Section: Research Program

Axis 1: Vulnerability analysis

This axis proposes different techniques to discover vulnerabilities in systems. The outcomes of this axis are (a) new techniques to discover system vulnerabilities as well as to analyze them, and (b) to understand the importance of the hardware support.

Most existing approaches used at the engineering level rely on testing and fuzzing. Such techniques consist in simulating the system for various input values, and then checking that the result conforms to a given standard. The problem being the large set of inputs to be potentially tested. Existing solutions propose to extract significant sets by mutating a finite set of inputs. Other solutions, especially concolic testing developed at Microsoft, propose to exploit symbolic executions to extract constraints on new values. We build on those existing work, and extend them with recent techniques based on dissimilarity distances and learning. We also account for the execution environment, and study techniques based on the combination of timing attacks with fuzzing techniques to discover and classify classes of behavior of the system under test.

Techniques such as model checking and static analysis have been used for verifying several types of requirements such as safety and reliability. Recently, several works have attempted to adapt model checking to the detection of security issues. It has clearly been identified that this required to work at the level of binary code. Applying formal techniques to such code requires the development of disassembly techniques to obtain a semantically well-defined model. One of the biggest issues faced with formal analysis is the state space explosion problem.
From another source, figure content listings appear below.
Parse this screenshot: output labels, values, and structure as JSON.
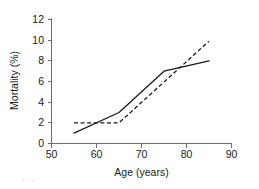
{
  "chart_data": {
    "type": "line",
    "title": "",
    "xlabel": "Age (years)",
    "ylabel": "Mortality (%)",
    "xlim": [
      50,
      90
    ],
    "ylim": [
      0,
      12
    ],
    "xticks": [
      50,
      60,
      70,
      80,
      90
    ],
    "yticks": [
      0,
      2,
      4,
      6,
      8,
      10,
      12
    ],
    "xtick_labels": [
      "50",
      "60",
      "70",
      "80",
      "90"
    ],
    "ytick_labels": [
      "0",
      "2",
      "4",
      "6",
      "8",
      "10",
      "12"
    ],
    "grid": false,
    "legend": "none",
    "series": [
      {
        "name": "observed",
        "style": "solid",
        "color": "#1a1a1a",
        "x": [
          55,
          65,
          75,
          85
        ],
        "values": [
          1.0,
          3.0,
          7.0,
          8.0
        ]
      },
      {
        "name": "fitted",
        "style": "dashed",
        "color": "#1a1a1a",
        "x": [
          55,
          65,
          85
        ],
        "values": [
          2.0,
          2.0,
          9.9
        ]
      }
    ]
  },
  "figure": {
    "caption_fragment": "·· ·"
  },
  "colors": {
    "axis": "#6e6e6e",
    "ink": "#1a1a1a",
    "background": "#ffffff"
  }
}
This problem is amplified in our context as representations of data (such as stack content) definitively blow up the state space. We propose to use statistical model checking (SMC) of rare events to efficiently identify problematic behaviors.

We also seek to understand vulnerabilities at the architecture and hardware levels. Particularly, we evaluate vulnerabilities of the interfaces and how an adversary could use them to get access to core assets in the system. One particular mechanism to be investigated is the DMA and the so-called Trustzone. An ad-hoc technique to defend against adversarial DMA-access to memory is to keep key material exclusively in registers. This implies co-analyzing machine code and an accurate hardware model.